How Pazcare simplifies employee insurance as your insurance broker
Pazcare is an IRDAI-licensed insurance broker that works with employers across India to design, place, and manage employee insurance programs. Rather than representing any single insurer, Pazcare approaches the market on the employer's behalf and brings back competitive, independently benchmarked options.
- Compare plans across multiple insurers in one place: Pazcare submits the employer's case to several IRDAI-registered insurers simultaneously, compiles quotes into a structured comparison, and helps HR teams evaluate coverage quality, network strength, claims track record, and premium side by side, without requiring the employer to manage multiple conversations independently.
- Design coverage based on workforce needs, not generic defaults: Group health insurance is not a one-size product. A workforce concentrated in metro cities with a younger age profile needs a different structure than a distributed team with a higher proportion of senior employees and dependents. Pazcare helps employers build coverage around their actual workforce rather than a standard industry template.
- Manage policy administration throughout the year: New joinees, exits, mid-term sum insured changes, and dependent additions are the administrative realities of any growing company. Pazcare manages these endorsements digitally, reducing the HR team's operational burden between renewals.

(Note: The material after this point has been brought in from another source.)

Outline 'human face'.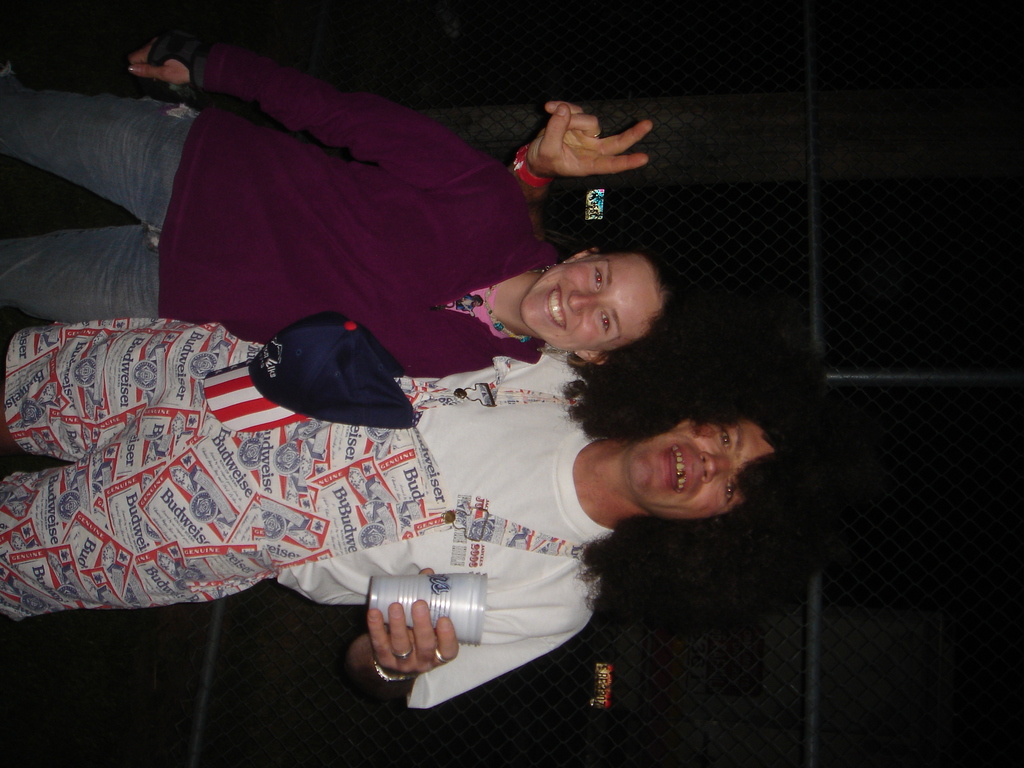
Outline: l=632, t=420, r=772, b=520.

- Support employees and HR through claims: Claims are where the quality of an insurance relationship is most visible to employees. Pazcare manages claims follow-up, documentation, TPA coordination, and escalation on the employer's behalf, so that a hospitalized employee or their family is not left navigating the process alone.
- Renew with market leverage, not incumbency: At renewal, Pazcare markets the policy competitively rather than defaulting to the incumbent insurer. This creates pricing leverage, provides HR with context to evaluate whether existing terms are reasonable, and ensures the renewal is a deliberate decision rather than an automatic one.
- Dedicated relationship manager for HR teams: Pazcare assigns a dedicated relationship manager to each employer, providing consistent, named support rather than a rotating call center team.
Is your current employee insurance working as hard as it should be?
Talk to a Pazcare benefits expert to benchmark your existing coverage and compare options across insurers, or download the Employee Health Matters 2026 guide to see how Indian organizations are structuring employee benefits in 2026.